Because of these two factors, I don't see Git being supplanted - it's simply built in such a way that it can incorporate many new ideas without drastic rearchitecting.
But it is always a good idea to look at other systems to harvest other good ideas. Git is flexible enough, after all, to integrate some pretty funky workflows.
As a first step, you should go look at Monotone. Monotone is Git's spiritual father - it's driven by a classical database (sqlite, as I recall), but is otherwise fairly similar to a typical version control system build with git. It has branches, SHA hashing, no version numbering, etc. It goes a little further in terms of security (though Git has caught up), but crucially, these are the guys that invented many of the concepts, like a Directed Acyclic Graph for versions, that Linus then used much more efficiently in Git.

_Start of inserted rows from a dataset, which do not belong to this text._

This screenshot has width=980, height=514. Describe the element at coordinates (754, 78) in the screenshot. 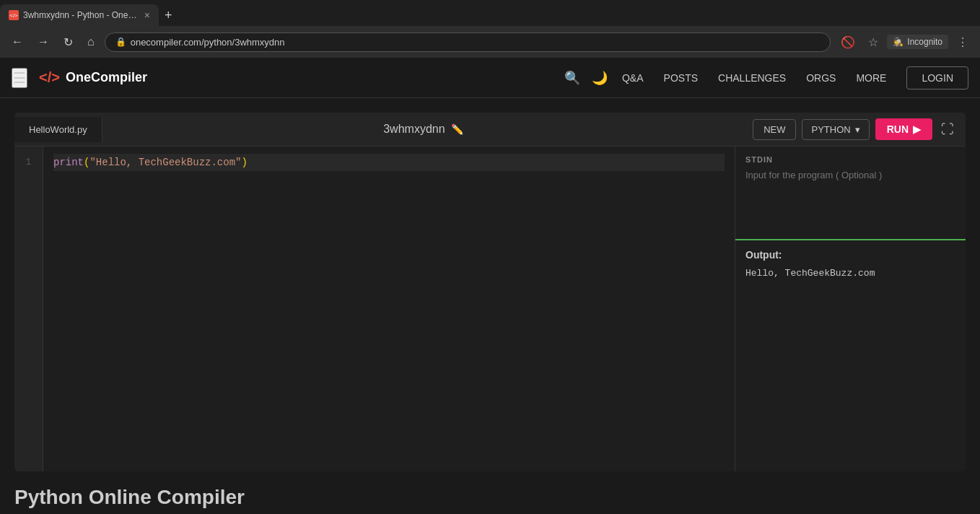

I see `nav-links: Q&A POSTS CHALLENGES ORGS MORE` at that location.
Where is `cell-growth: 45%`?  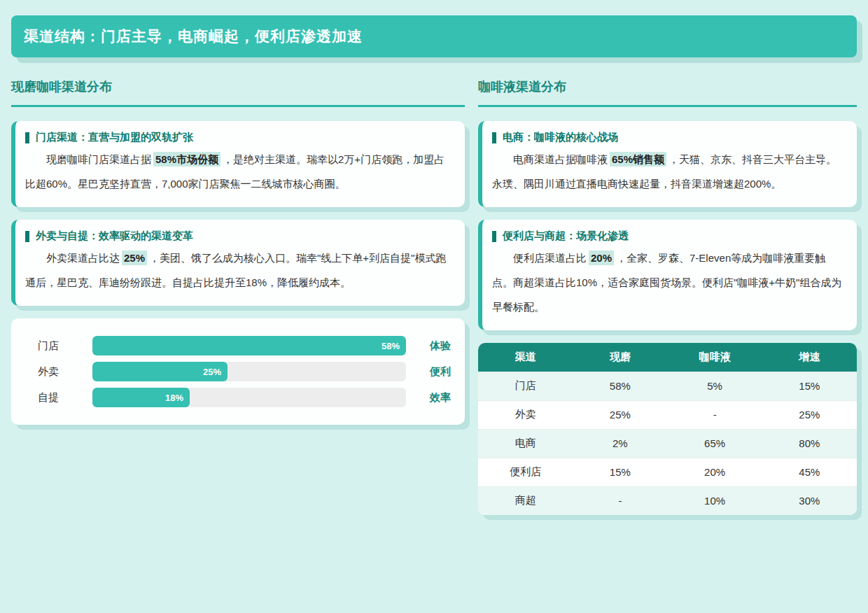 cell-growth: 45% is located at coordinates (809, 472).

The Monotone project came up with some wonderfully byzantine ideas. For example, to fix a bug, you identify when the bug was introduced, and branch there. You then fix the bug in this new branch, and then merge the result to any downstream branches of the commit the bug was introduced in. Now, you can identify the revisions in which the bug is present by where the bug-fix branch is not yet merged. The basic idea of using branches very fluidly is certainly prominent in most Git workflows, but the notion of using them directly as bug tracking is definitely a new concept.
"Git is not exactly the easiest thing to not mess up."
Double negative. Kinda hard to understand.
Well, we can cancel them out...
"Git is exactly the easiest thing to mess up."
You're right - that's way more clear! :)
(This is a light-hearted dig at git's complexity, not your comment about Ben's wording.)